The Wind Has Scratchy Fingers

A very learned man, Anaximander of Ionia, in 600 B.C., came up with a definition of wind which has not been improved upon appreciably since then. The learned Anaximander defined wind as the "flowing of air." Dear, revered, remembered Anaximander! How grateful we are for your "flowing of air!"Flowing of air: so gentle it may scarcely bend a blade of grass; so destructive and terrible it can uproot trees, carry houses away as leaves in a storm, and cause heartbreak and havoc to all unlucky enough to get in its way. Remember, last summer, Hurricane Donna, an ill-tempered old shrew, and the sad path of her journey through the land!
We know that air is a substance, like water or wood. One cubic centimeter of air, properly contained and properly measured, would weigh 0.012928 grams. The air surrounding our wonderful little planet (this belt of air is called the troposhere) is from seven to eight miles thick and immeasurably heavy if we were to measure it under proper conditions. At sea level, the weight of air above every horizontal square inch of Earth's surface amounts to about fourteen pounds. A drop of two inches in barometric pressure (the weight of the atmosphere) means that a load of two million tons is removed from each square mile of land, where over oceans a ten foot rise of water would be the result of a barometric drop in pressure of two inches.
Make no mistake: air is something we can't ignore or take for granted. We breathe it, we live in an ocean of it, and when it starts moving we recognize its strength and appreciate its might and power.
Moving air is wind, and (courtesy of the U. S. Weather Bureau) we have terms to describe its movements based on the Beaufort Scale of Wind Force. Some examples: Light, 4-7 m.p.h. Wind felt on face, leaves rustle, ordinary vane moved by wind; Moderate, 13-18 m.p.h. Raises dust and loose paper, small branches are moved; Strong, 25-31 m.p.h. = Large branches in motion, whistling heard in telegraph wires, umbrellas used with difficulty; Gale, 47-54 m.p.h. = Slight structural damage occurs (chimney pots and slate removed); and so on. On the card we are studying there is no comment for Hurricane, above 75 m.p.h. We offer one that might be suitable: "Brother, you've had it! Hit for the storm cellars!"
But why does air move? Here we could call in our old friend Anaximander again, consult all his learned followers through the centuries, and present a treatise that would fill volumes. The basic answer, though, would be this: hot air rises, cold air falls. With this rising and falling of air, we have wind.
The wind, among the many things we know and don't know about it, is a mighty sculptor. Few places on Earth bear more eloquent witness to the work of the scratchy fingers of the wind than the high plateau regions of Southern Utah and Northern Arizona. A long time ago this area was under the seas. When the seas subsided, the wind went patiently to work on the sandstone mesas and escarpments, creating the fantastic fairyland of wind erosion we know today. Where water and frost erosion is evident, such as in many of our canyons, the wind has come along with superb polishing tools making the picture complete.
When the wind reaches a velocity of twenty-five miles per hour, it lifts a grain of sand and with that formidable tool in its hand goes to work scraping, scratching, sand-blasting, polishing all that stands in its way. When striking a spire or sandstone monument or mesa face, the wind not only is eternally moulding the face of the object in its hand, but by vacuum force has a terrific moulding effect by sheer "pull" power on the back of the object in its path. We can say the wind is at work both going and coming. The wind is never still. Perhaps the very mission of the wind is to level the Earth. That mission may be fulfilled some day because the wind is strong and patient and has all of eternity to work in. What happens with the wind and its scratchings a million years from now is, luckily, not our worry. We can still enjoy those parts of our land where the wind is never still and where dramatic evidence of its sculpturing is so beautiful to behold.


Action item =
Please say how many lines in the records below contain the word "name". Give the number and nothing more.

[Records from a collection of figures]
◆ ◆ ◆ ◆

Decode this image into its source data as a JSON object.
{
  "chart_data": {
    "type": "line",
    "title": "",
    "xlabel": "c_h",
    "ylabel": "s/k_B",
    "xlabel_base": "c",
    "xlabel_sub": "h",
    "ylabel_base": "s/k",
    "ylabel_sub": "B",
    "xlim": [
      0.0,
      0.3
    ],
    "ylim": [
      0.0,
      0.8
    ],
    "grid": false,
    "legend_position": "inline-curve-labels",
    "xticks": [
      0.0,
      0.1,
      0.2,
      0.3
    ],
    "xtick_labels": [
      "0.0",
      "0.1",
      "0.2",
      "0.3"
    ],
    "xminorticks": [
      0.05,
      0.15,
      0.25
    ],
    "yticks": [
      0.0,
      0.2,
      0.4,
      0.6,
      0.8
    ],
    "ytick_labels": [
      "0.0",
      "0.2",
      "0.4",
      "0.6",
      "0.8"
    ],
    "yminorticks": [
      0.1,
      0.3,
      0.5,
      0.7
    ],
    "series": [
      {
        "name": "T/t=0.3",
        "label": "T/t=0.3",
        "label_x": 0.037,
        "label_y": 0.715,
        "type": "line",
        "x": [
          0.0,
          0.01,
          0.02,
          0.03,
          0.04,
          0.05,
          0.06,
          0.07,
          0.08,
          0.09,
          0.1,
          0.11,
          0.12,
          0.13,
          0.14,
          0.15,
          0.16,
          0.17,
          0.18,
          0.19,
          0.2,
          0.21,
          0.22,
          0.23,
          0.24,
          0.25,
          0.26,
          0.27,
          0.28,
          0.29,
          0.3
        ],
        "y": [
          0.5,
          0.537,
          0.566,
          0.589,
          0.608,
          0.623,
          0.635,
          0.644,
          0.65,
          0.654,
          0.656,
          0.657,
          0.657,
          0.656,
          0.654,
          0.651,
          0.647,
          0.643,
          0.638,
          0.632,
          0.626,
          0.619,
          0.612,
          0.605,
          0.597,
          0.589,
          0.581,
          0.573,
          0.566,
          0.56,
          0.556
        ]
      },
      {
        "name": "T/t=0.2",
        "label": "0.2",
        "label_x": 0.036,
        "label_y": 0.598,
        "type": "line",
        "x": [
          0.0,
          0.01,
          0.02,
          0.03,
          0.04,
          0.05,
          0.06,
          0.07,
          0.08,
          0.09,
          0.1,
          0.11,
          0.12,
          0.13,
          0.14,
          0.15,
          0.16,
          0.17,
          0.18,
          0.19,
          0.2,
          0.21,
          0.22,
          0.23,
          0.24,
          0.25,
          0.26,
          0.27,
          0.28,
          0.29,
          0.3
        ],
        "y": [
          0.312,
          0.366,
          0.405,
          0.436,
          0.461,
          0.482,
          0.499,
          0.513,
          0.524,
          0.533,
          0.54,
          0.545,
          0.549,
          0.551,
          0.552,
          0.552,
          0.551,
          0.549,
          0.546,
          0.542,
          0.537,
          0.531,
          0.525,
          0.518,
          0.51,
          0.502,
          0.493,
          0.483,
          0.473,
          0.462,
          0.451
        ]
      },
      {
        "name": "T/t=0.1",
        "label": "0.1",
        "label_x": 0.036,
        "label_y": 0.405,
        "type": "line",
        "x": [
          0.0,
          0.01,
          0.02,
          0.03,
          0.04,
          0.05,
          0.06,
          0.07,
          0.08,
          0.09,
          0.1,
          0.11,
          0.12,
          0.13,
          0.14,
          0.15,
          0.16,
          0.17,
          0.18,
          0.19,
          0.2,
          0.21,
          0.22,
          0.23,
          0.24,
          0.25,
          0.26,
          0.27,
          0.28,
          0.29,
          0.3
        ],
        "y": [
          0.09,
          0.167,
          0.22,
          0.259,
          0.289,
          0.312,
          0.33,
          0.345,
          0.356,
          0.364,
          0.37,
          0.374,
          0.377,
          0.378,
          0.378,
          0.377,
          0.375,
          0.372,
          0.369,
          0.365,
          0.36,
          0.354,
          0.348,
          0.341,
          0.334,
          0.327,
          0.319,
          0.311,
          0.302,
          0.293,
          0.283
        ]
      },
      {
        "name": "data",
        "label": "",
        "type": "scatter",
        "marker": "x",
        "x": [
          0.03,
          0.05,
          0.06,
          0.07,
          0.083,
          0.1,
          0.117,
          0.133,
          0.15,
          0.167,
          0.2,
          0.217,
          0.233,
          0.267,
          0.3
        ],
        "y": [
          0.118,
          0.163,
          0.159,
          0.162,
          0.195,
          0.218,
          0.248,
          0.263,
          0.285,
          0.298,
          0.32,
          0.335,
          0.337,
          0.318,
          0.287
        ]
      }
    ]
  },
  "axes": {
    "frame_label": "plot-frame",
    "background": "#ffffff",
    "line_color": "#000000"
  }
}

◆ ◆ ◆ ◆

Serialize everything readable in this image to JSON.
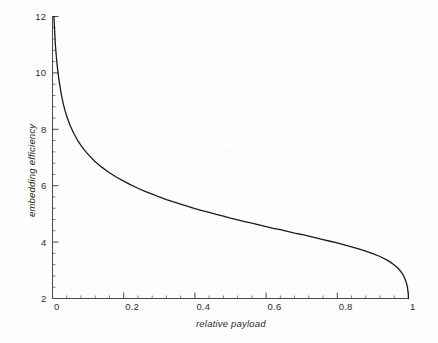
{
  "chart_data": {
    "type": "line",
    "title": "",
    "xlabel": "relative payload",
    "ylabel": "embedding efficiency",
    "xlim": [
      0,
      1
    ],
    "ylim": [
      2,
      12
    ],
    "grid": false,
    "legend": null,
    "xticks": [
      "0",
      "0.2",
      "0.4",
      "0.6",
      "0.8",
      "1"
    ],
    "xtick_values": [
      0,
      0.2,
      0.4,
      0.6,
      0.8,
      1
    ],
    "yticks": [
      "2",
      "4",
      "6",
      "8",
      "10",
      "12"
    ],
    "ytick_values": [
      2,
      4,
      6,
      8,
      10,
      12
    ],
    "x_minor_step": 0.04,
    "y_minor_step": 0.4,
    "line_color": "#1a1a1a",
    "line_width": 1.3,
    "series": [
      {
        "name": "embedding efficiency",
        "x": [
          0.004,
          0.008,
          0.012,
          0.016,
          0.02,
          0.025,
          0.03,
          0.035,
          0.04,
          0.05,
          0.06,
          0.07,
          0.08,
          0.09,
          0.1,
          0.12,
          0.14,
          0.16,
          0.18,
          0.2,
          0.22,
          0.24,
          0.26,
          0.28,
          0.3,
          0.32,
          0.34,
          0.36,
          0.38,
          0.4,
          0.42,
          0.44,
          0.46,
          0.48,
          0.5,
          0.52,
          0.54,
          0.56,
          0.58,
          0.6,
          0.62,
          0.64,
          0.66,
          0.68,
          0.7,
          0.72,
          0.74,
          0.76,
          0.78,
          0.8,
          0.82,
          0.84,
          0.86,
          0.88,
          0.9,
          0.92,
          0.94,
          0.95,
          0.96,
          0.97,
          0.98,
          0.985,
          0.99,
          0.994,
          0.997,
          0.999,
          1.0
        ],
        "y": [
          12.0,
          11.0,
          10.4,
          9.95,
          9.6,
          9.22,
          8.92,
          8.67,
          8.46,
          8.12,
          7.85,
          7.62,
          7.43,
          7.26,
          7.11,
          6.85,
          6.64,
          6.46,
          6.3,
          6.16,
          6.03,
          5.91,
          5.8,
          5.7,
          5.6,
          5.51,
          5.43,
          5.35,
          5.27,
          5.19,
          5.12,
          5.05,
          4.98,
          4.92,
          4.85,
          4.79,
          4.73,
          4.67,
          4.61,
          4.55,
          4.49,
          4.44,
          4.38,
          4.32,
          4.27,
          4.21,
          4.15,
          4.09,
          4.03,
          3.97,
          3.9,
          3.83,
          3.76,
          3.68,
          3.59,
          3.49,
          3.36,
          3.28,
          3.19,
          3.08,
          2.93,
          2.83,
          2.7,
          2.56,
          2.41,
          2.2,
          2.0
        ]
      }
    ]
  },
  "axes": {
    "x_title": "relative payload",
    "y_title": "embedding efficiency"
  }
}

◆ ◆ ◆ ◆

Exercise response =
5